Jack shook his head. “Not funny. People are dead, and an old friend just got shot up.”
“And you saved the Pope,” she replied sharply. “More people would have died if you hadn’t pushed this case, and you know it.”
“We didn’t get them,” Jack said.
“We know who they are. Gelson at least won’t get very far, not with a face that recognizable.”
“We didn’t get the planner, and we didn’t get Yasin.”
“Jack, you saved the
Ryan Chappelle walked onto the scene. Jack saw him before he saw Jack, because Chappelle’s eyes were drawn first to the carnage. He shook his head and talked with Christopher Henderson. With each passing word from Henderson, Chappelle looked more and more unhappy. Finally, Henderson pointed Jack’s way, and Chappelle walked over to him.
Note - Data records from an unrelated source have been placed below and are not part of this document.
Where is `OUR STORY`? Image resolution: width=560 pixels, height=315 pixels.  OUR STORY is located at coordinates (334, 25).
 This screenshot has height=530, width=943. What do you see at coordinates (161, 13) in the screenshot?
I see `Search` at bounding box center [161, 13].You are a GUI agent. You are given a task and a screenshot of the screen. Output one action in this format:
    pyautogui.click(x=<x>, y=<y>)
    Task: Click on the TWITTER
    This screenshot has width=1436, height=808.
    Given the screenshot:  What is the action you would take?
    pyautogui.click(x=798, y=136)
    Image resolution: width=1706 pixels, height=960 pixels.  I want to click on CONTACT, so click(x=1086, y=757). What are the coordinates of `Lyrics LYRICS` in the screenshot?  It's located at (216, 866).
He stared reproachfully at Bauer. Clearly there was a lot he wanted to say, but for once he seemed to have the presence of mind not to speak. In fact, he was reviewing the teleconference he’d had with the joint subcommittee and wondered what they would say about the unknown agent who got things done, if only they were standing in the middle of all this bloodshed. At last, he said simply, “I’ll need a full report on this.”
Nina’s phone rang. She answered, listened, and said, “No shit. I’ve got Bauer here,” and handed him the phone.
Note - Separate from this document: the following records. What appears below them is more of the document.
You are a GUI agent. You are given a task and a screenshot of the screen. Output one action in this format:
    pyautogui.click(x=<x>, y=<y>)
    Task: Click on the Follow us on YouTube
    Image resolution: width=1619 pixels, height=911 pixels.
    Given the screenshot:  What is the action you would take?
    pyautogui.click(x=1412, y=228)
“Agent Bauer? This is Dr. Siegman over at the coroner’s office. I hear that a whole lot went down and you’re going to keep us busy down here.” Jack had no response to that, so Siegman continued. “Listen, I guess it may be too late for this, but some of our techs down here were playing with this receiver embedded in the deceased.”
“Okay,” he said.
“Well, you know it’s not a purely passive receiver. It’s more like a cell phone receiver. It sends out a locator signal every fifteen seconds or so. I guess so that you can detonate it from far away.”
Jack thought of the one Barny had strapped to his back. “I’m familiar with them.” “Well, if it’s like a cell phone, my guys figure that it can be traced.”
Jack thought of Mark Gelson riding in a car somewhere with Michael. “Dr. Siegman, that is the very best thing I’ve heard all day.”
“Courtesy of your friendly neighborhood morgue.”
It had always been the ace up Michael’s sleeve, that he knew where Yasin was staying. The information had come to him by accident, and he had only intended to use it as a bartering chip if he was caught by the authorities. But he knew that he would only have been able to strike a bargain if he was caught before the attempt on the Pope. Now that so many had died, and with not one but two attempts against the Pontiff, he knew the Vatican would scuttle any deal he tried to make.